Kiko was seed-funded by Paul Graham’s YCombinator, for the price of one programmer’s 6 month salary. Paul sums up Kiko’s failure in two words: Google Calendar. Supposedly it was the integration with Gmail that made Google Calendar more useful. This is the same office-effect Microsoft has used in the past to combat rival office products: integrating products together.
The Search Matrix
April 27th, 2006
Defining Search Engines
The primary purpose of a search engine is to direct users to data relevant to their query. This is done by returning a set of pointers to data - “links” along with a preview (small subset) of the data. A search engine can obtain such links in any way, including:
- crawling the web autonomously
- structured XML feeds (eg sitemaps)
- manual user submission
The distributed and hyperlinked nature of the web allows users to publish data at a single location, allowing it to be discovered by other users and search engines. In contrast to pushing data to users by publishing it in various locations, this approach eliminates management and versioning problems if data needs to be updated. In other words, allowing search engines to discover your data is better than publishing it in various centralized databases (web applications such as classified listings sites, Google Base, etc).
Defining Web OS
April 27th, 2006
After reading this article about Web Operating Systems I couldn’t help but making my view on the subject public: the only Web OS there will ever be already exists - its the browser.
White Web Filter
March 29th, 2006
Here is an overview of recent web 2.0 announcements. I’ll try to make this a weekly post.

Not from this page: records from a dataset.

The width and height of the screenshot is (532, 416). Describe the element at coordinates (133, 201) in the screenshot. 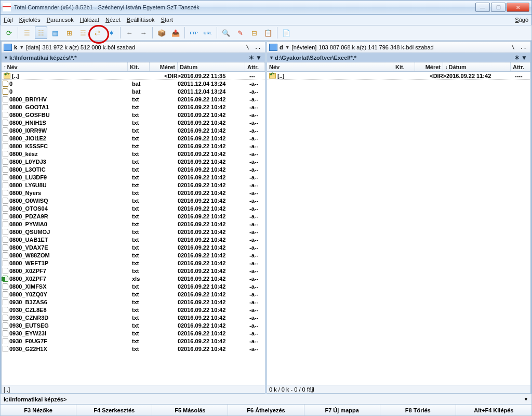

I see `file-row: 0800_O0WISQtxt0 2016.09.22 10:42-a--` at that location.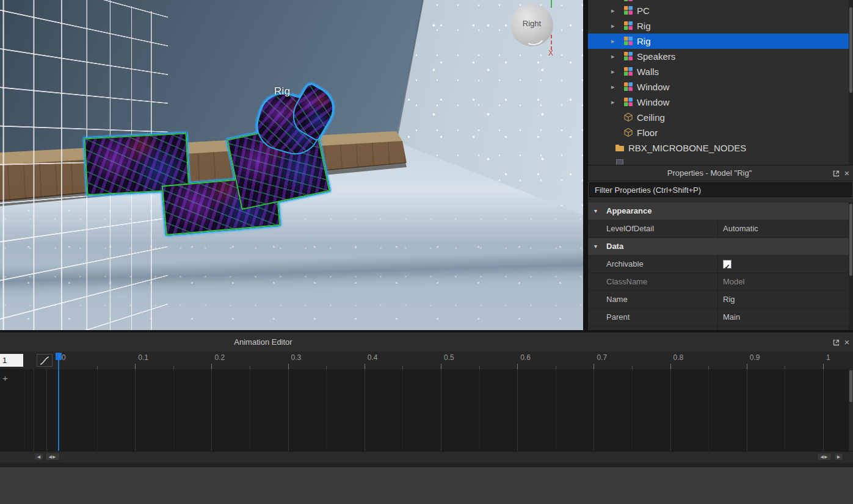 This screenshot has height=504, width=853. What do you see at coordinates (59, 356) in the screenshot?
I see `playhead-handle` at bounding box center [59, 356].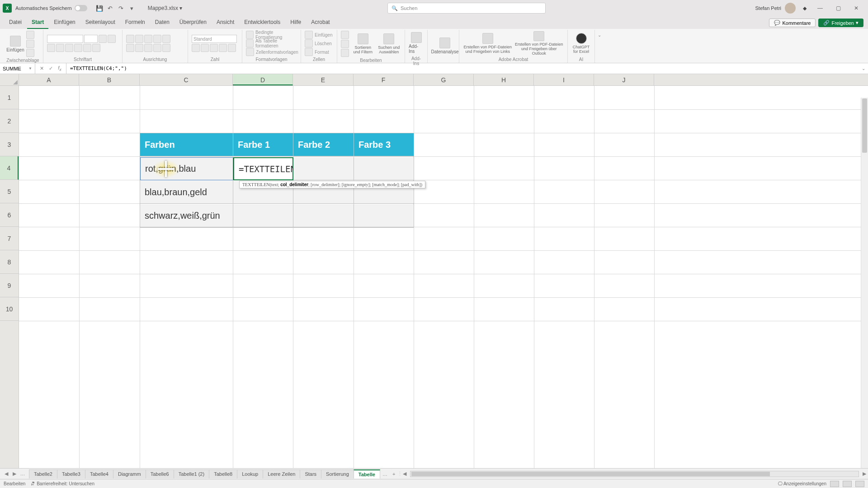  What do you see at coordinates (445, 46) in the screenshot?
I see `data-analysis-button: Datenanalyse` at bounding box center [445, 46].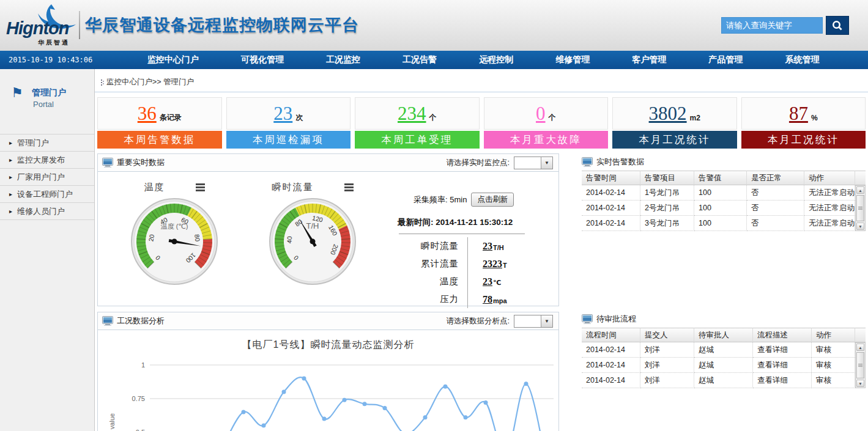 The width and height of the screenshot is (868, 431). I want to click on refresh-button: 点击刷新, so click(492, 199).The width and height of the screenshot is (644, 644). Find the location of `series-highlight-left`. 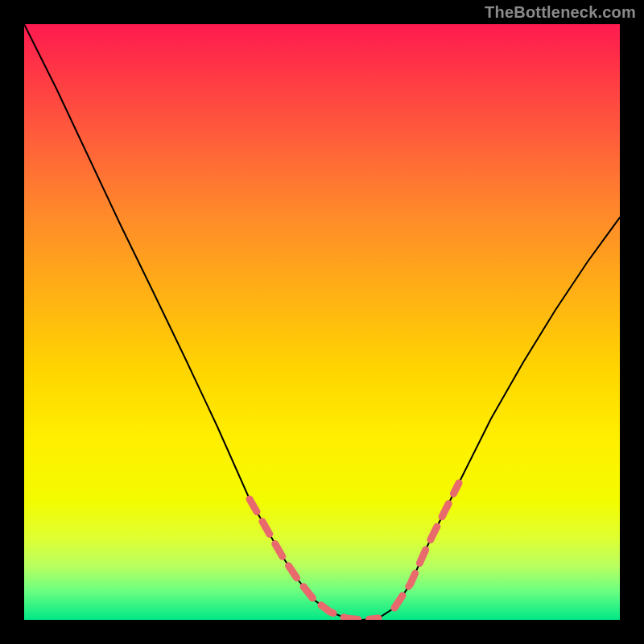

series-highlight-left is located at coordinates (314, 559).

- Facebook turns dows $750M offer, hoping to fetch $2 billion [1]
- Zopa - a person-to-person lending company based in London raises $15M [1]
- Jobby Launches - job hunting web 2.0 style
- Riya Launches - photo search with facial recognition, long rumored to be acquired by Google
- PayPal Mobile Launches - not too late to beat TextPayMe [1]
- Beyond AJAX: HTTP Streaming [1]
Web Applications Don’t Belong on the WWW
March 12th, 2006
The World Wide Web was not designed for Web Applications, and is a dead end for application developers. Let’s put things into perspective.
After TCP/IP has been standardized as the protocol of the Internet, Tim Berners-Lee invented its first great application - the World Wide Web: a simple collection of hyperlinked documents. Each document is identified by a fixed URL address, and written in a mark-up language called HTML. The documents are meant to be viewed in a web browser, which in turn uses a protocol for publishing and receiving HTML documents known as HTTP which works over TCP/IP.